Andronic Devices Limited 13120 Vanier Place, Suite 140 Richmond, British Columbia Canada V6V 2J2

William Godolphin

Andronic Devices Limited and Department of Pathology Vancouver General Hospital and University of British Columbia

Clinical laboratories must balance staff and equipment utilization with specimen through put and turnaround time while reducing errors, costs and employee health hazards. Simulation can help to anticipate the effect of new technol ogy, alternative operating procedures and lab capacity changes.

GPSS/H-386 was used to simulate the analyzer area of a hospital clinical chemistry lab and the time-consuming pre-analytic processes of both a large hospital lab and a commercial laboratory outpatient facility. The processes modelled were the arrival of patients and receipt of specimens into the lab, data entry, blood-drawing, centrifugation and aliquotting. Thegreatest challenge was accurate modelling of a system driven by human decision making with flexible task priorities.

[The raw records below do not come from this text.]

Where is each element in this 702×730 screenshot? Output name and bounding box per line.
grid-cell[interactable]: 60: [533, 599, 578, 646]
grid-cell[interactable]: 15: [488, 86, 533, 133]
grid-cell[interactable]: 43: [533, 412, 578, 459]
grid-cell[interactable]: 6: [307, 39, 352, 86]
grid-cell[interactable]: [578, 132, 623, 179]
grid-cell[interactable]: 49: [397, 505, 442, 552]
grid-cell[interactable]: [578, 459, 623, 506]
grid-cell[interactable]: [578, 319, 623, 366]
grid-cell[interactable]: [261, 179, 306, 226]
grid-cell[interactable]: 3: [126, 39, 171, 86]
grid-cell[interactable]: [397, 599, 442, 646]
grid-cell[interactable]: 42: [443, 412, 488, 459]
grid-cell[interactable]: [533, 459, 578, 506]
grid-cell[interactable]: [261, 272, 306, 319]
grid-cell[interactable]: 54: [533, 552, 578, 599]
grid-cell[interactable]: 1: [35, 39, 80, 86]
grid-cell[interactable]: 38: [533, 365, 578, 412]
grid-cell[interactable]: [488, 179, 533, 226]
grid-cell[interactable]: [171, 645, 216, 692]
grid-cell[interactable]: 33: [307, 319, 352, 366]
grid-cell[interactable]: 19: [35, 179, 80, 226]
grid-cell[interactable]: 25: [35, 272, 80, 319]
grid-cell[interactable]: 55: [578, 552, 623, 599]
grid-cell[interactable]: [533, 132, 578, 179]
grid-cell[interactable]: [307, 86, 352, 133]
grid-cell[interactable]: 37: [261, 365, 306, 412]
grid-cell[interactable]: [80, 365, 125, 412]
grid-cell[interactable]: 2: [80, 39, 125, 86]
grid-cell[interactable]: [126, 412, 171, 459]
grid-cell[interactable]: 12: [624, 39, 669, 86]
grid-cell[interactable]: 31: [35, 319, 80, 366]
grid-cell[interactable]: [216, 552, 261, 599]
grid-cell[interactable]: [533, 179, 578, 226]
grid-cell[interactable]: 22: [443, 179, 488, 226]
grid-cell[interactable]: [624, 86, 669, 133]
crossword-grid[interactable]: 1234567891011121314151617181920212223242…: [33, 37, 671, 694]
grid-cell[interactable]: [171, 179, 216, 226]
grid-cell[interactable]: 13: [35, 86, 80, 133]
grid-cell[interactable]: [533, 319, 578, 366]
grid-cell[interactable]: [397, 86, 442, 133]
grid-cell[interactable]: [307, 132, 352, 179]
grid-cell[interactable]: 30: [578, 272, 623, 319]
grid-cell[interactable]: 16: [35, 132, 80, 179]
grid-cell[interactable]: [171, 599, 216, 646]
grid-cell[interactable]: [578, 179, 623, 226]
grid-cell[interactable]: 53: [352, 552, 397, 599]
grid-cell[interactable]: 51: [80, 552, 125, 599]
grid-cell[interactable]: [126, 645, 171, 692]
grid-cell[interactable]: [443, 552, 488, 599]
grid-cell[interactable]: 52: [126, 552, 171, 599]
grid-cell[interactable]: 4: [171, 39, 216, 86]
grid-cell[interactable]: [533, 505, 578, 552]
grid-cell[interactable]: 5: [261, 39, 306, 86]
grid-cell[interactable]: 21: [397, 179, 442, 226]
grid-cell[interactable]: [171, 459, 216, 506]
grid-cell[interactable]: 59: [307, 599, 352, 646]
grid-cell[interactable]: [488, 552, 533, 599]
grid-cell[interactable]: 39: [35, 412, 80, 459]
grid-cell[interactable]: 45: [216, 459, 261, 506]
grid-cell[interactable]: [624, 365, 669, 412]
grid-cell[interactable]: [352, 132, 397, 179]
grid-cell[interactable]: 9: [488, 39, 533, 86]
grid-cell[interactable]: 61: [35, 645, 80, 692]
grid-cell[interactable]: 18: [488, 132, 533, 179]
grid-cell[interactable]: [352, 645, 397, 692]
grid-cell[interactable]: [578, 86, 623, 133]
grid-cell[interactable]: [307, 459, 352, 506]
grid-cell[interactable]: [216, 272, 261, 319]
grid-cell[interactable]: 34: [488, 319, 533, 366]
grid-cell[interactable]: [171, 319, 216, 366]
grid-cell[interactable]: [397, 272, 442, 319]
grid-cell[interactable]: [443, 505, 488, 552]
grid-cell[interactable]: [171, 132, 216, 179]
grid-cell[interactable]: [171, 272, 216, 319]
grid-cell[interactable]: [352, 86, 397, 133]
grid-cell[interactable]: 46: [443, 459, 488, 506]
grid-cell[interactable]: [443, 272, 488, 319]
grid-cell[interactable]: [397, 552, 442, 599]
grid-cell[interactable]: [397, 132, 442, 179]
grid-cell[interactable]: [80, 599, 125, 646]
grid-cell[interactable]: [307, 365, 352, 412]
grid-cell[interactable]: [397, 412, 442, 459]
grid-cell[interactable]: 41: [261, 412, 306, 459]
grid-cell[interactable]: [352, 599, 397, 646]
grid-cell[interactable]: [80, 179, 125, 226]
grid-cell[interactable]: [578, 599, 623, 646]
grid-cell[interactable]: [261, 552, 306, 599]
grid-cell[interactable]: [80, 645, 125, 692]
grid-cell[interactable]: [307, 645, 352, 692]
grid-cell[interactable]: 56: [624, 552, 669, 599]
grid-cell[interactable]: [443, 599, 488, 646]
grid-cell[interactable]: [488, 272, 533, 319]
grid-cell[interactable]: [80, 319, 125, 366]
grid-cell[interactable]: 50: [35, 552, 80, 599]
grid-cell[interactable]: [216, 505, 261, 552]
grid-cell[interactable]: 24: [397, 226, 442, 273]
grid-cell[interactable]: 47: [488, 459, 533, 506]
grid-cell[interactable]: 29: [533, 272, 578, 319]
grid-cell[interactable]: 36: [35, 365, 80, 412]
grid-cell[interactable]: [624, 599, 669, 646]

Experiments in the outpatient facility indicated that staff resources could be pooled instead of having specific job assignments without a significant effect on performance measures, and that an amalgamation of two outpatient labs could reduce staffing. These conclusions were not intuitively obvious to the lab managers.

Key Words: Operational management • clinical laboratory • simulation • animation • GPSS • data collection • automation • health care.